Ugochi Egonu: Before We Become Ancestors

Content warning: This post contains discussion of sexual violence and police brutality.

“I saw a demon on my shoulder, it’s lookin’ like patriarchy
Like scrubbin’ blood off the ceiling and bleachin’ another carpet
How my house get haunted?
Why Toyin body don’t embody all the life she wanted?
A baby, just nineteen
I know I dream all black
I seen her everything, immortalizin’ tweets all caps
They say they found her dead”

-Noname


This summer I’ve had a hard time focusing in general, both because of my research and the growing intensity of the liberation movements surrounding us. At first, it felt like my work had to take a complete halt. It felt impossible to worry about an artist in a country thousands of miles away when my community surrounding me when directly in front of me I could see people hurting, cities burning and hear cries for the end of the oppressive systems. A large part of my research process is reaching out to musicians through social media. My social media feeds at the time were only filled with news of racial violence or organizers informing people on how to fight against it. It felt irresponsible for me to be posting and sharing information about a seemingly unrelated art project when I could be working to help the movement.


On June 13th 19-year-old Black Lives Matter activist Oluwatoyin Salau was murdered after speaking out about her sexual assault on twitter. The first thing I noticed when I read that headline was the name, Oluwatoyin, a popular Yoruba name. Earlier that month, women and girls in Nigeria began to protest both online and in-person against rape culture in Nigeria. Women began to come forth about their experiences with sexual abuse with both high profile Nigerian celebrities and people close to them. I started to think about the prevalence of sexual abuse and gender violence in our culture and why it is that even in diaspora that legacy prevails. I started to think about what it takes for Nigerian women to be heard. About why it is that often only after death are our stories recognized and validated. How Seyitan Babatayo was literally forced into silence and dismissed after her encounters with sexual violence with Nigerian musician D’Banj. Why it took this moment for the story that she had told to finally be recognized.

These headlines made me want to shift gears in my project, I will still be highlighting the work of Nigerian artists, but I will focus on Nigerian femmes both in the diaspora and in the motherland. I want us to have a space for our voices. I want a space for tears, laughter, and shouts. I want us to be heard before we become ancestors. That will also be the new title of the anthology, Before We Become Ancestors, and I will do my best to have the web designers and anyone else who works on this project be a Nigerian woman.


*WHAT IS EXPECTED*
Using the data below, gather each line that includes the word "square".

*SOURCE DATA*
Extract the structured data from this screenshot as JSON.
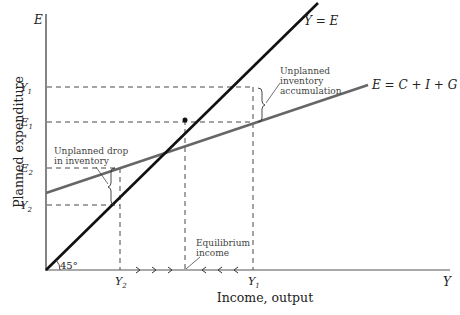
{
  "diagram": {
    "type": "keynesian-cross",
    "axes": {
      "y_axis_label": "Planned expenditure",
      "y_axis_symbol": "E",
      "x_axis_label": "Income, output",
      "x_axis_symbol": "Y",
      "angle_label": "45°"
    },
    "lines": {
      "forty_five": {
        "label": "Y = E",
        "color": "#1a1a1a"
      },
      "planned_expenditure": {
        "label": "E = C + I + G",
        "color": "#666666"
      }
    },
    "y_ticks": {
      "y1": "Y",
      "y1_sub": "1",
      "e1": "E",
      "e1_sub": "1",
      "e2": "E",
      "e2_sub": "2",
      "y2": "Y",
      "y2_sub": "2"
    },
    "x_ticks": {
      "y2": "Y",
      "y2_sub": "2",
      "y1": "Y",
      "y1_sub": "1"
    },
    "annotations": {
      "accumulation_line1": "Unplanned",
      "accumulation_line2": "inventory",
      "accumulation_line3": "accumulation",
      "drop_line1": "Unplanned drop",
      "drop_line2": "in inventory",
      "equilibrium_line1": "Equilibrium",
      "equilibrium_line2": "income"
    }
  }
}
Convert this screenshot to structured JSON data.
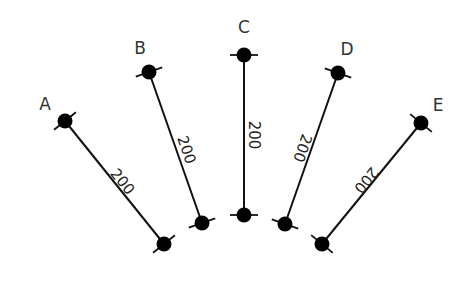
{
  "diagram": {
    "colors": {
      "line": "#111111",
      "node": "#000000",
      "label": "#333333",
      "background": "#ffffff"
    },
    "members": [
      {
        "id": "A",
        "label": "A",
        "length_label": "200",
        "top": [
          65,
          121
        ],
        "bottom": [
          164,
          244
        ],
        "label_pos": [
          45,
          110
        ],
        "dim_pos": [
          122,
          182
        ]
      },
      {
        "id": "B",
        "label": "B",
        "length_label": "200",
        "top": [
          149,
          72
        ],
        "bottom": [
          202,
          223
        ],
        "label_pos": [
          140,
          54
        ],
        "dim_pos": [
          186,
          150
        ]
      },
      {
        "id": "C",
        "label": "C",
        "length_label": "200",
        "top": [
          244,
          55
        ],
        "bottom": [
          244,
          215
        ],
        "label_pos": [
          244,
          33
        ],
        "dim_pos": [
          253,
          135
        ]
      },
      {
        "id": "D",
        "label": "D",
        "length_label": "200",
        "top": [
          338,
          73
        ],
        "bottom": [
          285,
          224
        ],
        "label_pos": [
          347,
          55
        ],
        "dim_pos": [
          302,
          148
        ]
      },
      {
        "id": "E",
        "label": "E",
        "length_label": "200",
        "top": [
          421,
          123
        ],
        "bottom": [
          322,
          244
        ],
        "label_pos": [
          438,
          111
        ],
        "dim_pos": [
          366,
          180
        ]
      }
    ]
  }
}
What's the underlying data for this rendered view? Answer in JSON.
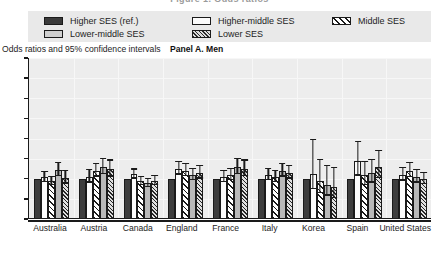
{
  "title": "Figure 1. Odds ratios",
  "legend": {
    "rows": [
      [
        {
          "label": "Higher SES (ref.)",
          "swatch": "solid-dark-square-icon",
          "key": "higher"
        },
        {
          "label": "Higher-middle SES",
          "swatch": "outline-white-square-icon",
          "key": "hmiddle"
        },
        {
          "label": "Middle SES",
          "swatch": "diagonal-hatch-square-icon",
          "key": "middle"
        }
      ],
      [
        {
          "label": "Lower-middle SES",
          "swatch": "solid-gray-square-icon",
          "key": "lmiddle"
        },
        {
          "label": "Lower SES",
          "swatch": "dense-hatch-square-icon",
          "key": "lower"
        }
      ]
    ]
  },
  "axis_note": "Odds ratios and 95% confidence intervals",
  "panel_label": "Panel A. Men",
  "chart_data": {
    "type": "bar",
    "title": "Panel A. Men",
    "subtitle": "Odds ratios and 95% confidence intervals",
    "xlabel": "",
    "ylabel": "Odds ratios and 95% confidence intervals",
    "ylim": [
      0,
      4.0
    ],
    "yticks": [
      "0",
      "0.5",
      "1.0",
      "1.5",
      "2.0",
      "2.5",
      "3.0",
      "3.5",
      "4.0"
    ],
    "ytick_values": [
      0,
      0.5,
      1.0,
      1.5,
      2.0,
      2.5,
      3.0,
      3.5,
      4.0
    ],
    "grid": true,
    "legend_position": "top",
    "categories": [
      "Australia",
      "Austria",
      "Canada",
      "England",
      "France",
      "Italy",
      "Korea",
      "Spain",
      "United States"
    ],
    "series": [
      {
        "name": "Higher SES (ref.)",
        "key": "higher",
        "values": [
          1.0,
          1.0,
          1.0,
          1.0,
          1.0,
          1.0,
          1.0,
          1.0,
          1.0
        ],
        "ci_low": [
          1.0,
          1.0,
          1.0,
          1.0,
          1.0,
          1.0,
          1.0,
          1.0,
          1.0
        ],
        "ci_high": [
          1.0,
          1.0,
          1.0,
          1.0,
          1.0,
          1.0,
          1.0,
          1.0,
          1.0
        ]
      },
      {
        "name": "Higher-middle SES",
        "key": "hmiddle",
        "values": [
          1.05,
          1.05,
          1.12,
          1.25,
          1.05,
          1.1,
          1.12,
          1.45,
          1.1
        ],
        "ci_low": [
          0.92,
          0.9,
          1.0,
          1.1,
          0.92,
          0.96,
          0.75,
          1.08,
          0.95
        ],
        "ci_high": [
          1.2,
          1.25,
          1.26,
          1.45,
          1.22,
          1.27,
          2.0,
          1.95,
          1.3
        ]
      },
      {
        "name": "Middle SES",
        "key": "middle",
        "values": [
          0.95,
          1.2,
          0.95,
          1.2,
          1.1,
          1.05,
          0.95,
          1.1,
          1.2
        ],
        "ci_low": [
          0.85,
          1.05,
          0.84,
          1.06,
          0.96,
          0.92,
          0.65,
          0.85,
          1.04
        ],
        "ci_high": [
          1.08,
          1.4,
          1.08,
          1.4,
          1.28,
          1.22,
          1.5,
          1.45,
          1.42
        ]
      },
      {
        "name": "Lower-middle SES",
        "key": "lmiddle",
        "values": [
          1.22,
          1.3,
          0.9,
          1.1,
          1.3,
          1.2,
          0.85,
          1.15,
          1.05
        ],
        "ci_low": [
          1.06,
          1.12,
          0.8,
          0.96,
          1.12,
          1.05,
          0.58,
          0.9,
          0.9
        ],
        "ci_high": [
          1.42,
          1.52,
          1.03,
          1.28,
          1.52,
          1.4,
          1.35,
          1.5,
          1.25
        ]
      },
      {
        "name": "Lower SES",
        "key": "lower",
        "values": [
          1.02,
          1.25,
          0.95,
          1.15,
          1.25,
          1.15,
          0.8,
          1.3,
          1.0
        ],
        "ci_low": [
          0.88,
          1.05,
          0.84,
          1.0,
          1.06,
          1.0,
          0.52,
          1.02,
          0.86
        ],
        "ci_high": [
          1.22,
          1.48,
          1.1,
          1.35,
          1.48,
          1.35,
          1.3,
          1.72,
          1.18
        ]
      }
    ]
  }
}
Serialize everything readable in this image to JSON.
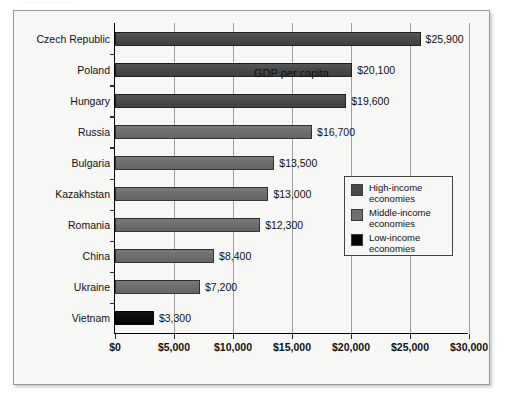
{
  "top_remnant": "......................",
  "chart_data": {
    "type": "bar",
    "orientation": "horizontal",
    "title": "",
    "xlabel": "GDP per capita",
    "ylabel": "",
    "xlim": [
      0,
      30000
    ],
    "xticks": [
      0,
      5000,
      10000,
      15000,
      20000,
      25000,
      30000
    ],
    "xtick_labels": [
      "$0",
      "$5,000",
      "$10,000",
      "$15,000",
      "$20,000",
      "$25,000",
      "$30,000"
    ],
    "grid": "vertical",
    "legend_position": "center-right",
    "categories": [
      "Czech Republic",
      "Poland",
      "Hungary",
      "Russia",
      "Bulgaria",
      "Kazakhstan",
      "Romania",
      "China",
      "Ukraine",
      "Vietnam"
    ],
    "values": [
      25900,
      20100,
      19600,
      16700,
      13500,
      13000,
      12300,
      8400,
      7200,
      3300
    ],
    "value_labels": [
      "$25,900",
      "$20,100",
      "$19,600",
      "$16,700",
      "$13,500",
      "$13,000",
      "$12,300",
      "$8,400",
      "$7,200",
      "$3,300"
    ],
    "groups": [
      "high",
      "high",
      "high",
      "middle",
      "middle",
      "middle",
      "middle",
      "middle",
      "middle",
      "low"
    ],
    "legend": [
      {
        "key": "high",
        "label_line1": "High-income",
        "label_line2": "economies",
        "color": "#4a4a4a"
      },
      {
        "key": "middle",
        "label_line1": "Middle-income",
        "label_line2": "economies",
        "color": "#6e6e6e"
      },
      {
        "key": "low",
        "label_line1": "Low-income",
        "label_line2": "economies",
        "color": "#060606"
      }
    ],
    "colors": {
      "high": "#4a4a4a",
      "middle": "#6e6e6e",
      "low": "#060606",
      "grid": "#9d9d9d",
      "axis": "#000000",
      "background": "#f7f7f5"
    }
  }
}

*PROBLEM SOLUTION*
          "swatch": "solid-dark-square-icon",
          "swatch": "outline-white-square-icon",
          "swatch": "diagonal-hatch-square-icon",
          "swatch": "solid-gray-square-icon",
          "swatch": "dense-hatch-square-icon",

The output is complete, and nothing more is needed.